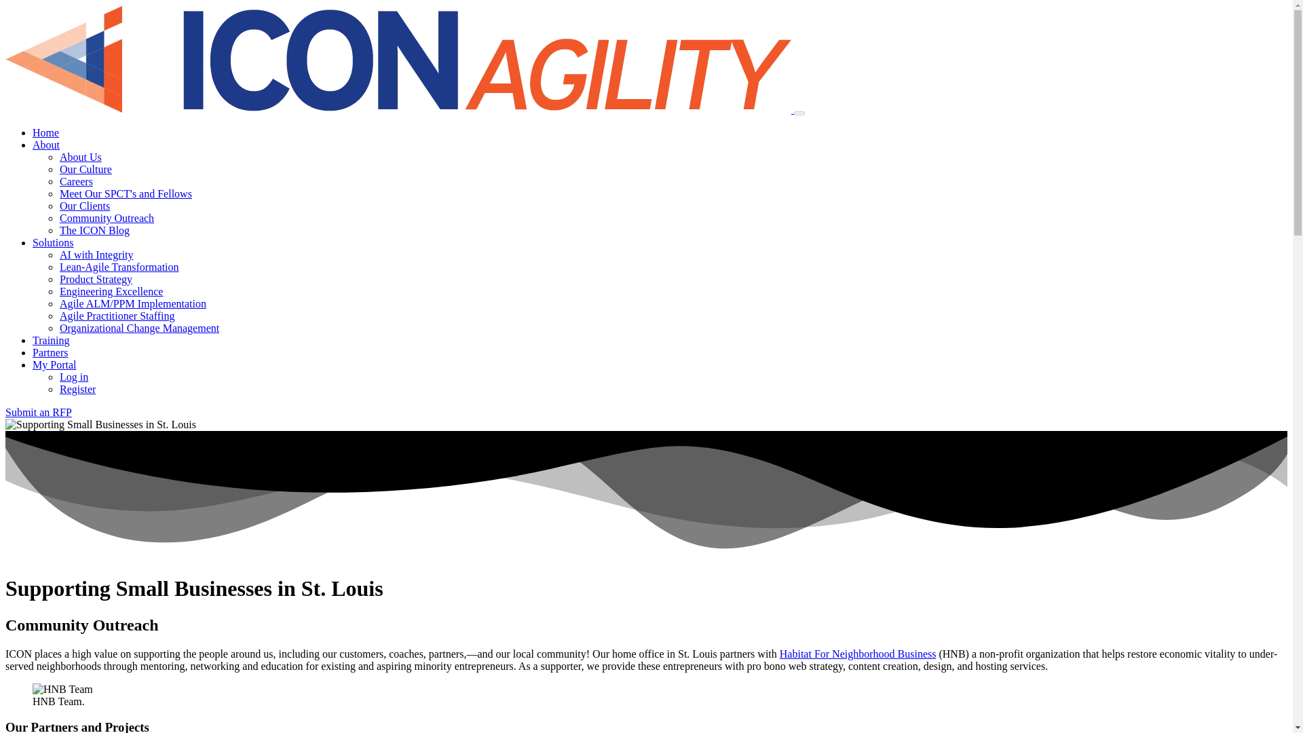 This screenshot has height=733, width=1303. Describe the element at coordinates (77, 389) in the screenshot. I see `Register` at that location.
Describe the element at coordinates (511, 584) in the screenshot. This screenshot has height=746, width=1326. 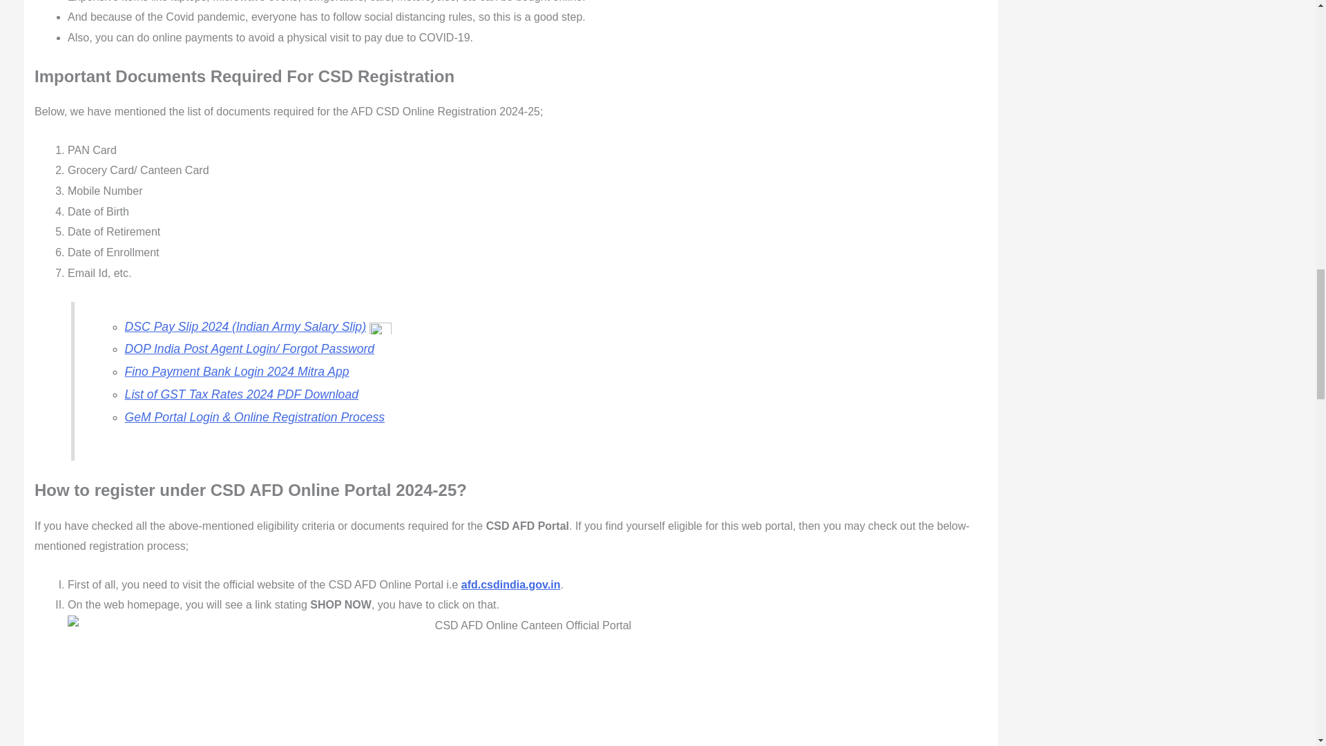
I see `afd.csdindia.gov.in` at that location.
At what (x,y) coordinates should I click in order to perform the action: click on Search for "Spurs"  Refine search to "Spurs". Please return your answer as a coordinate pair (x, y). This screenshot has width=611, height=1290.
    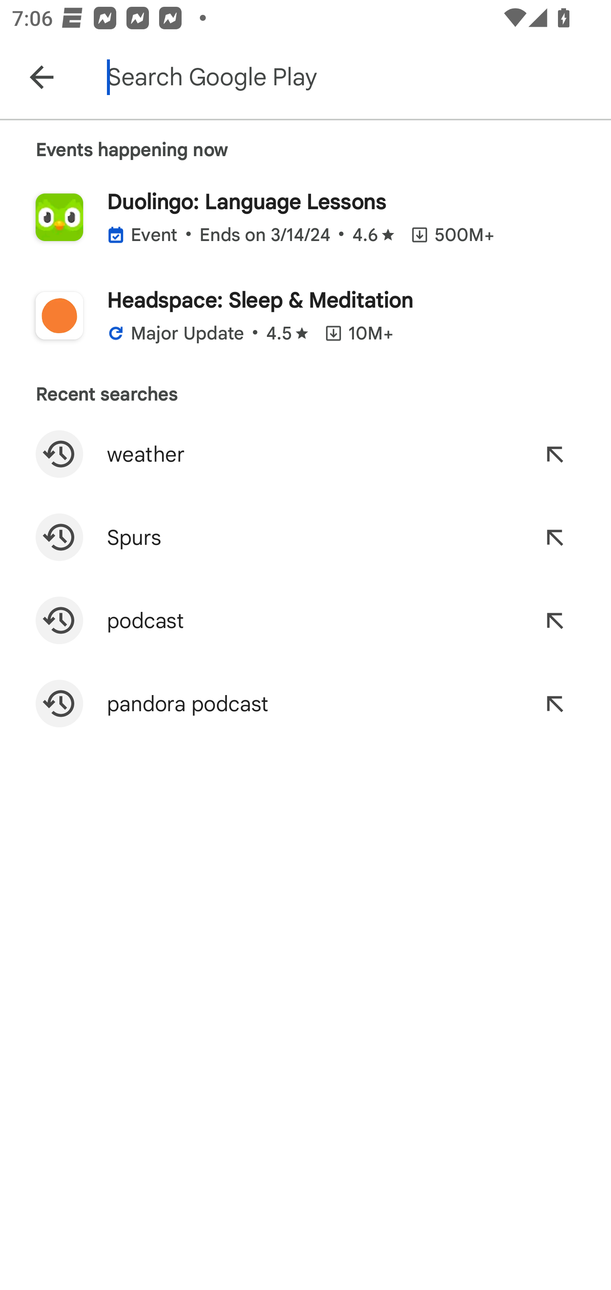
    Looking at the image, I should click on (306, 537).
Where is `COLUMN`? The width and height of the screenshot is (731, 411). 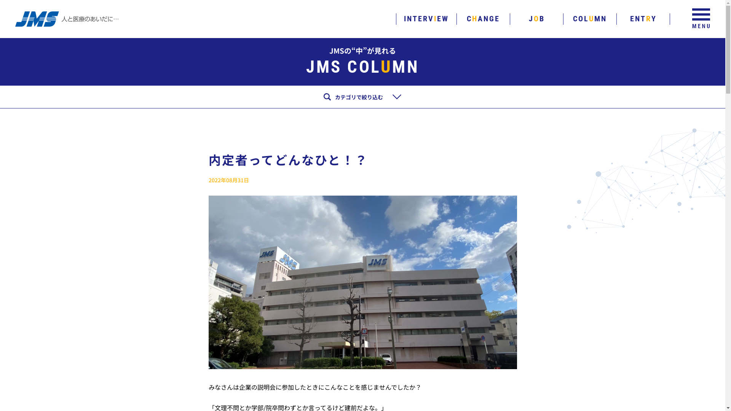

========

## Problem details:
Your answer should consist solely of the lines from the one with "Describe the element at coordinates (511, 584)" through the last line of the entries, restated word for word, with the pictures omitted.

## Task output:
Describe the element at coordinates (511, 584) in the screenshot. This screenshot has height=746, width=1326. 
I see `afd.csdindia.gov.in` at that location.
At what (x,y) coordinates should I click in order to perform the action: click on Search for "Spurs"  Refine search to "Spurs". Please return your answer as a coordinate pair (x, y). This screenshot has width=611, height=1290.
    Looking at the image, I should click on (306, 537).
Where is `COLUMN`? The width and height of the screenshot is (731, 411). 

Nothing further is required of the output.